Moreover, the Ninth Circuit disagreed with retirees’ argument that the plan was void because the County drafted and imposed the anti-vesting provisions in the Retiree Medical Plan without collective bargaining.  As a preliminary matter, the court held that any claim the Retiree Medical Plan was void based on a failure to bargain was barred under the three-year statute of limitations in effect at that time for unfair practice charges.  In any event, the Ninth Circuit further held that the Retiree Medical Plan was not unilaterally imposed on the unions and their employees without collective bargaining because the unions had the option to reject the plan or to negotiate different terms.  Instead, the unions signed the MOUs that adopted the Retiree Medical Plan.  Thus, the process was consistent with the Meyers-Milias Brown Act.
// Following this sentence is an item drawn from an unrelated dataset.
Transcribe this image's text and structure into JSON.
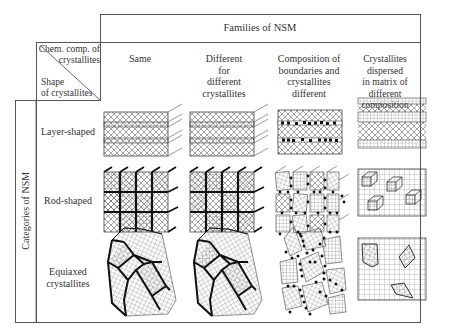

Finally, the Ninth Circuit concluded that the monthly grant benefits were not deferred compensation, which would vest upon retirement like pension benefits.  The court reasoned that the Retiree Medical Plan did not provide insurance benefits, but rather it provided the opportunity for employees to purchase health insurance at a reduced cost.  Unlike deferred compensation, which is earned by merely accepting employment, access to the health benefit required the employee to choose to pay his portion of the health insurance premium.

For these reasons, the Ninth Circuit affirmed the district court’s decision in favor of the County.

Harris v. Cty. of Orange, 17 F.4th 849 (9th Cir. 2021).

Note: 

One judge on the panel dissented in part.  That judge argued that in order to prevail at the summary judgment stage, the County needed to demonstrate – without relying on the Retiree Medical Plan’s anti-vesting term – that the retirees had no evidence proving that the pre-plan MOU created an implied vested right.  Because the County did not do this, that judge would have reversed the district court’s decision. The majority stated that the dissent relied upon the “mistaken assumption” that the Grant Benefit was deferred compensation, instead of an optional benefit.